Co-culture experiments
A. actinomycetemcomitans and S. gordonii were grown overnight in CDM containing 3 mM glucose. 3 mM glucose was used to ensure that the medium was limited for catabolizable carbon. Cells were diluted 1∶50 in the same medium and allowed to grow to exponential phase (OD600 of 0.2). Cells were then diluted 1∶100 (2×106 S. gordonii/ml and 1×107 A. actinomycetemcomitans/ml) as mono-cultures or co-cultures in 3 ml CDM containing 3 mM glucose. Cultures were allowed to grow for 10 h aerobically or 12 h anaerobically, after which cells were serially diluted, plated on either TSBYE agar + vancomycin for A. actinomycetemcomitans enumeration or TSBYE agar + streptomycin for S. gordonii enumeration. Colonies were counted after incubation at 37°C for 48 h. An aliquot of the culture was also stored at −20°C for HPLC metabolite analysis.
HPLC analysis
Metabolite levels were quantified using a Varian HPLC with a Varian Metacarb 87H 300×6.5 mm column at 35°C. Samples were eluted using isocratic conditions with 0.025 N H2SO4 elution buffer and a flow rate of 0.5 ml/minute. A Varian refractive index (RI) detector at 35°C was used for metabolite enumeration by comparison with acetate, ethanol, formate, glucose, L-lactate, D-lactate, pyruvate and succinate standards.

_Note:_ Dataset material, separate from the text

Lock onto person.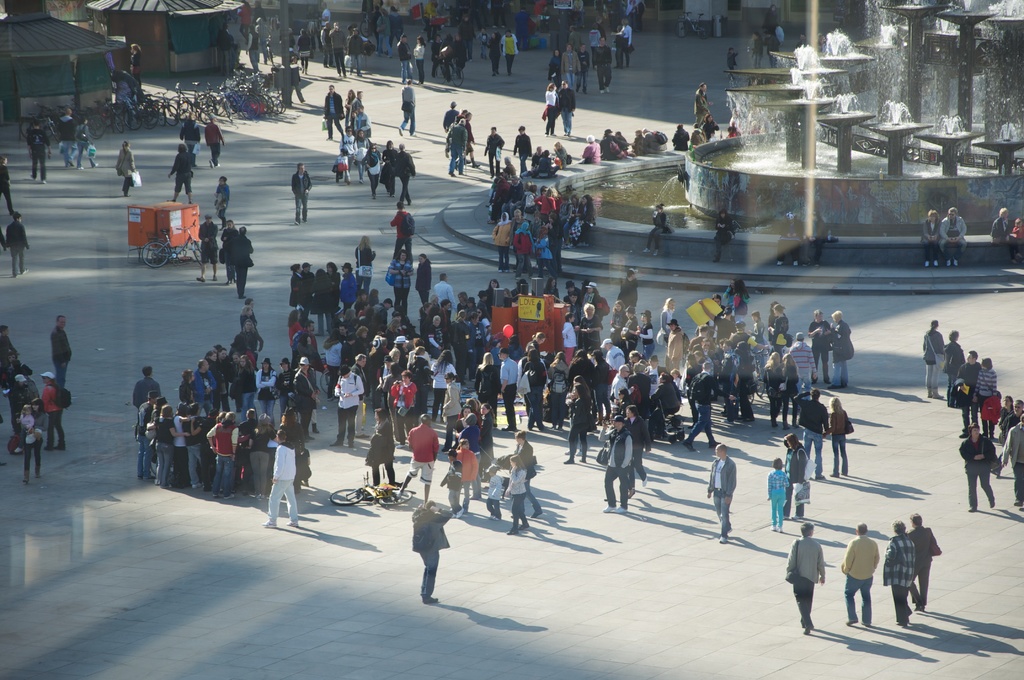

In vivo murine abscess growth
Murine abscesses were generated essentially as described previously [37]. Briefly, 6–8 week-old, female, Swiss Webster mice were anesthetized with an intraperitoneal injection of Nembutal (50 mg/kg). The hair on the left inner thigh of each mouse was shaved, and the skin was disinfected with 70% alcohol. Mice were injected subcutaneously in the inner thigh with 107 CFU A. actinomycetemcomitans, S. gordonii or both. At 6 days post- infection, mice were euthanized and intact abscesses were harvested, weighed and placed into 2 ml of sterile PBS (or water for pH measurements). Tissues were homogenized, serially diluted and plated on Brain Heart Infusion (BHI) agar + 20 µg/ml Na2CO3 + vancomycin for A. actinomycetemcomitans enumeration or BHI agar + 20 µg/ml Na2CO3 + streptomycin for S. gordonii enumeration, to determine bacterial CFU/abscess. Experimental protocols involving mice were examined and approved by the Texas Tech University HSC Institutional Animal Care and Use Committee.